In the mid-1950s, Murray Murdoch moves his family to sunny Elba in yet another quest to score a fortune. Decades later, his youngest son returns to the Italian island, seeking answers to what happened when he was a child.

In Tourmaline, Joanna Scott's latest novel, the characters are caught between ambition and failure, reacting in various ways to the island and its inhabitants, to the events that unfold around them, and, ultimately, to each other.

Tourmaline (Little, Brown and Company, $23.95 hardcover) is on the bookstands this month, published a year after Scott's return from a sabbatical in Italy where she worked on her seventh book. Scott is the Roswell S. Burrows Professor of English at the University of Rochester, where she teaches classes in creative writing, contemporary literature, and studies in the novel.

Elba, most famous as the place of Napoleon's exile, has abundant deposits of semiprecious stones, and the elder Murdoch is convinced he can strike it rich by finding valuable tourmaline. The disappearance of a mysterious local girl casts suspicion on Murray and sends the island's inhabitants and the Murdoch family into turmoil.

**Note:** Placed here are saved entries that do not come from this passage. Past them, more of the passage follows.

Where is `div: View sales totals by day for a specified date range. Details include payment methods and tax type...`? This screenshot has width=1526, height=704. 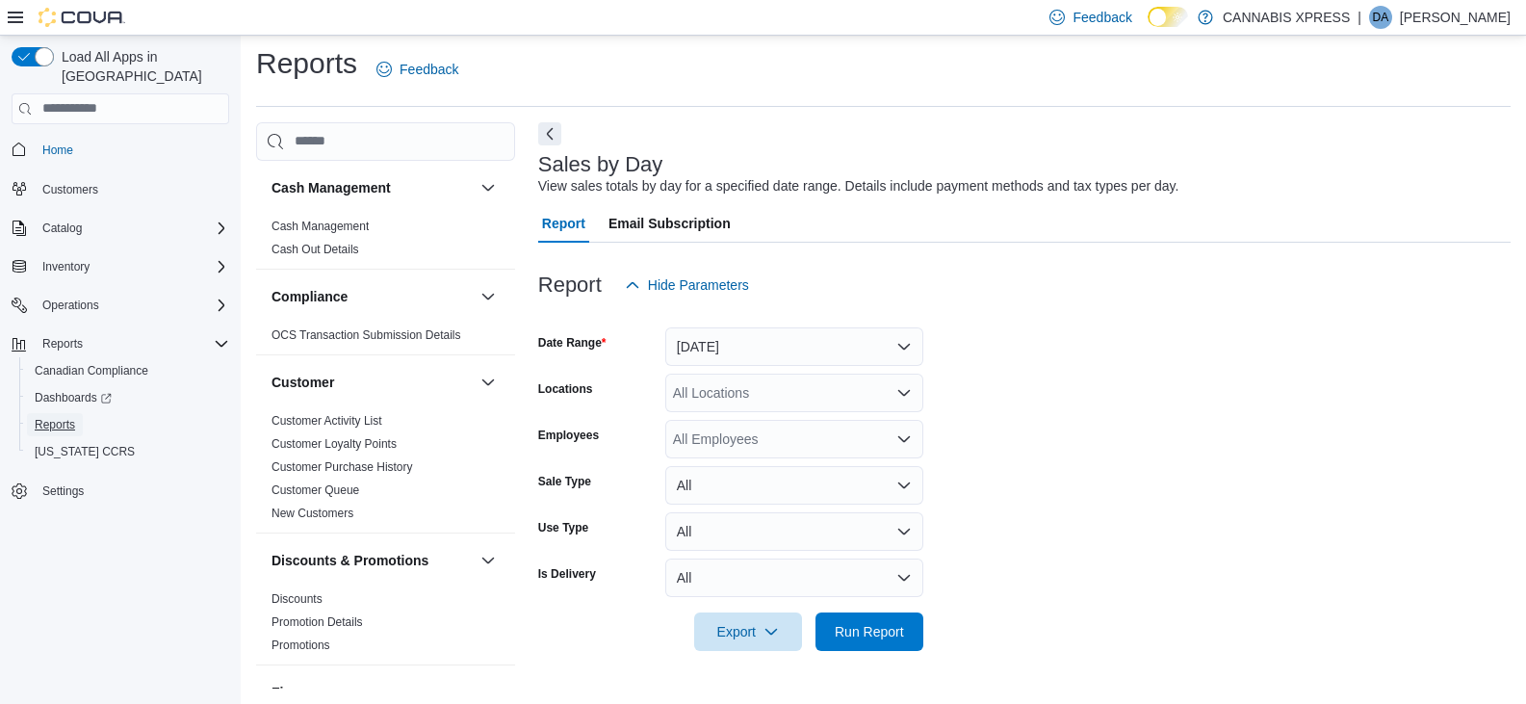
div: View sales totals by day for a specified date range. Details include payment methods and tax type... is located at coordinates (859, 186).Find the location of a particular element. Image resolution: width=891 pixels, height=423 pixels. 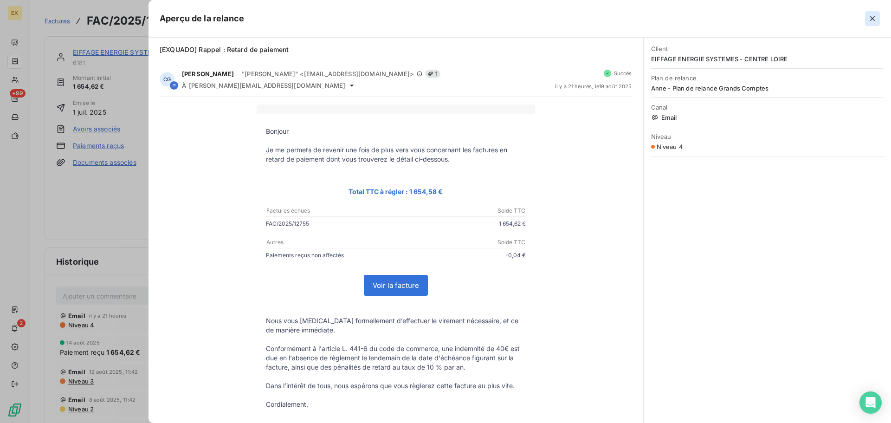

span: Niveau is located at coordinates (767, 136). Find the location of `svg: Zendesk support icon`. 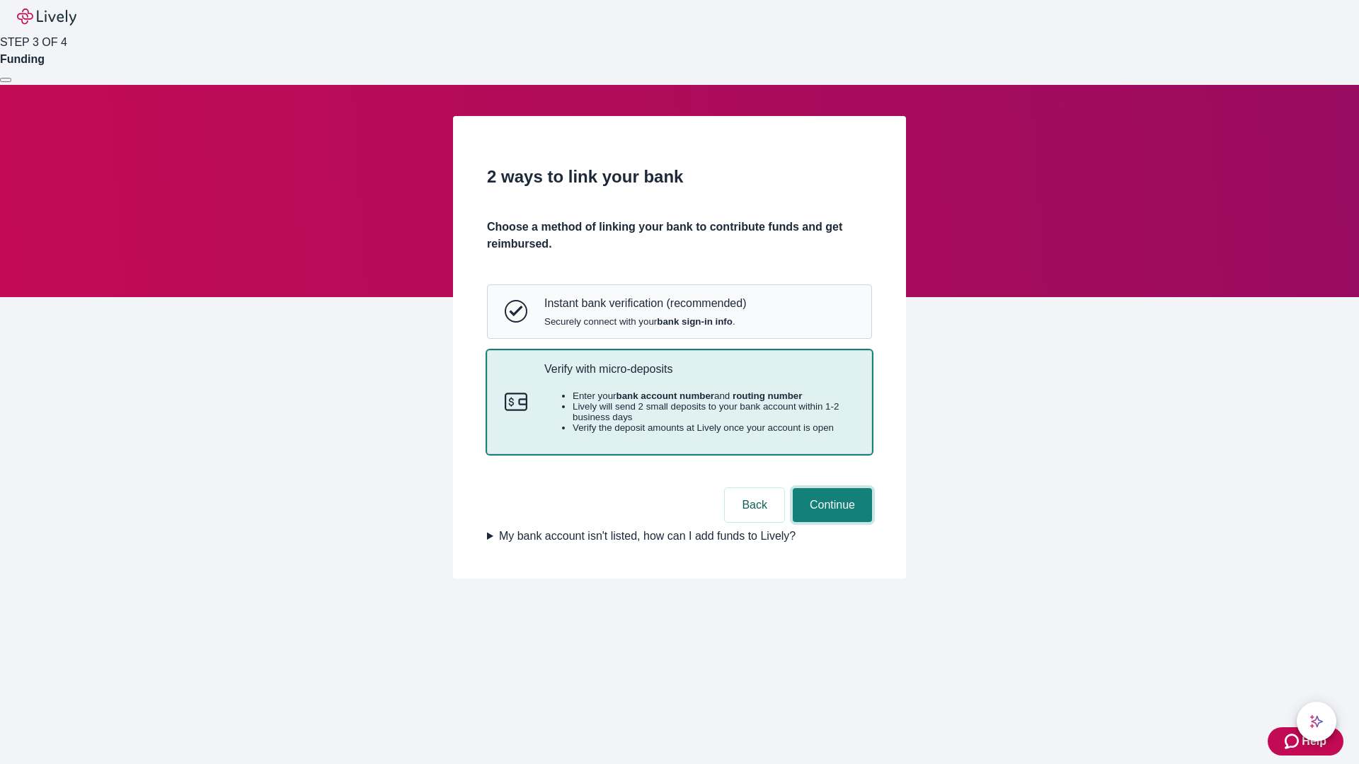

svg: Zendesk support icon is located at coordinates (1293, 742).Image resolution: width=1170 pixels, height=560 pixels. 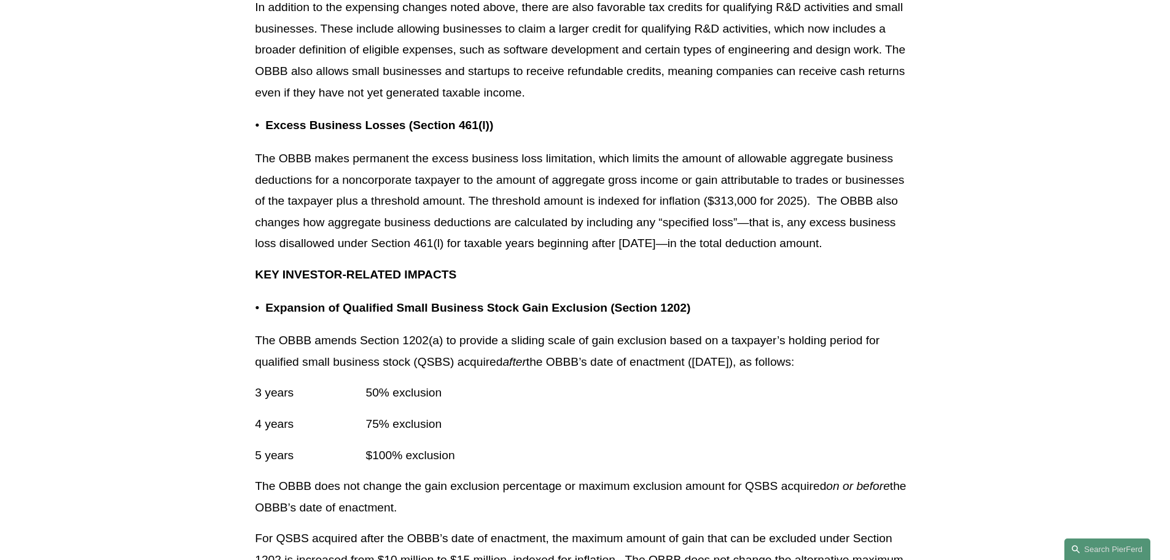 What do you see at coordinates (585, 455) in the screenshot?
I see `p: 5 years $100% exclusion` at bounding box center [585, 455].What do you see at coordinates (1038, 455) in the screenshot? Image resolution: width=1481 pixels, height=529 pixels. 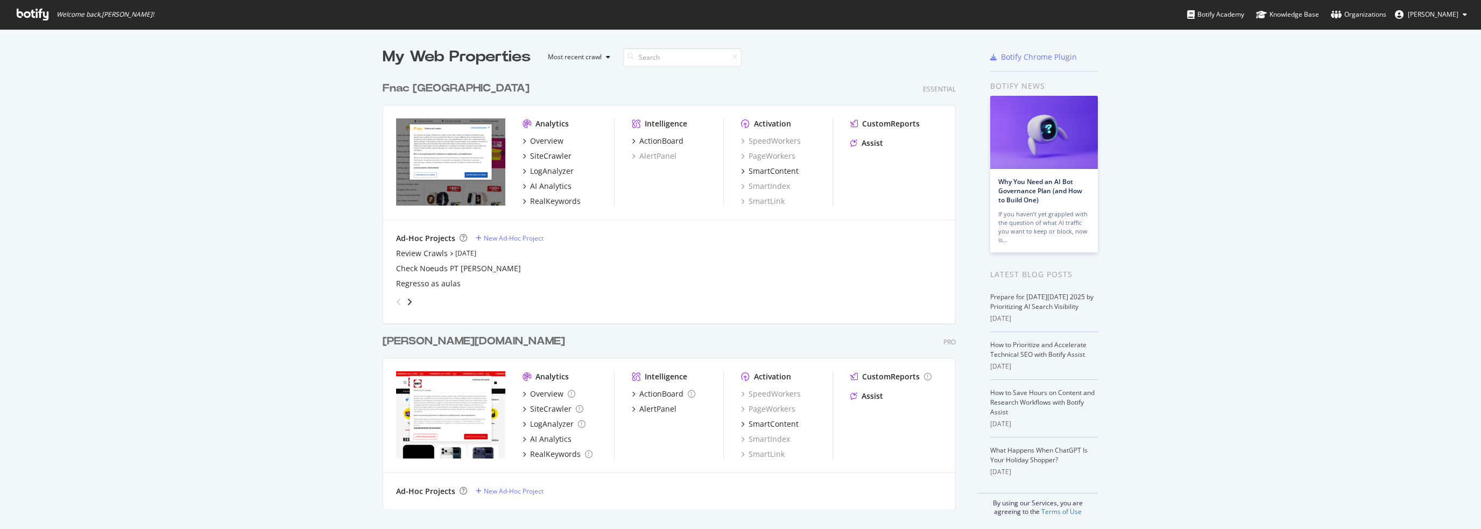 I see `a: What Happens When ChatGPT Is Your Holiday Shopper?` at bounding box center [1038, 455].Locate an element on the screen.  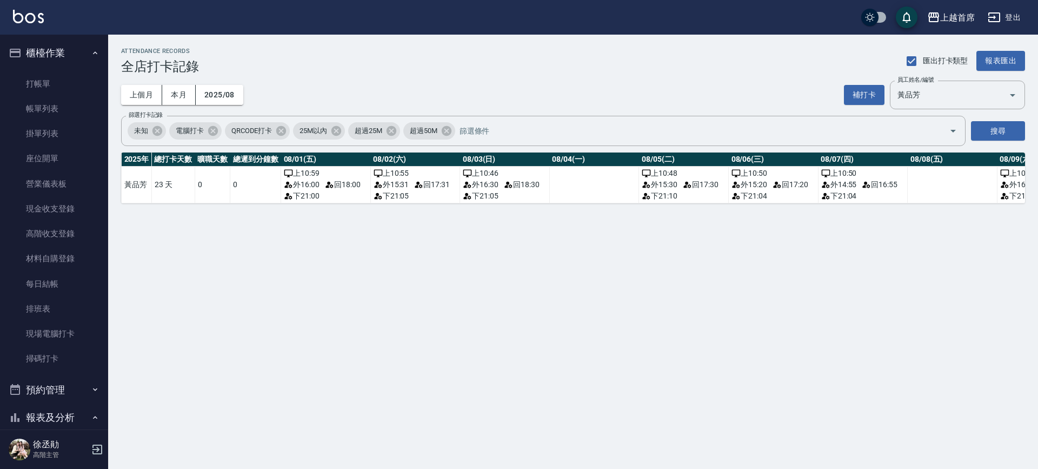
span: 外 15:30 is located at coordinates (659, 184).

Scott's work has consistently earned critical acclaim for her vivid prose, multi-faceted narration, insights into human behavior and relationships, and lush descriptions of settings. "Details of Elba's rich history, and particularly of Napoleon's exile there, are artfully woven into the narrative," Publishers Weekly noted about Tourmaline. "This is an absorbing picture of a family rediscovering themselves in a foreign land."

Scott is the author of five other novels: The Manikin, which was a finalist for the Pulitzer Prize in 1997; Arrogance, which received the Richard and Hinda Rosenthal Foundation Award, the Lillian Fairchild Award, and a nomination for the PEN/Faulkner Award; Make Believe; The Closest Possible Union; and Fading, My Parmacheene Belle. In addition, she has published a collection of short stories, Various Antidotes, which was also a PEN/Faulkner Award nominee.

A member of the prestigious American Academy of Arts and Sciences, Scott also is the recipient of a MacArthur Foundation fellowship, popularly known as the "genius award," a Guggenheim fellowship, and the Lannan Literary Award for Fiction.

Scott will be reading from her novel at 7 p.m. Saturday, Nov. 2, at Barnes & Noble, 3349 Monroe Ave., Pittsford.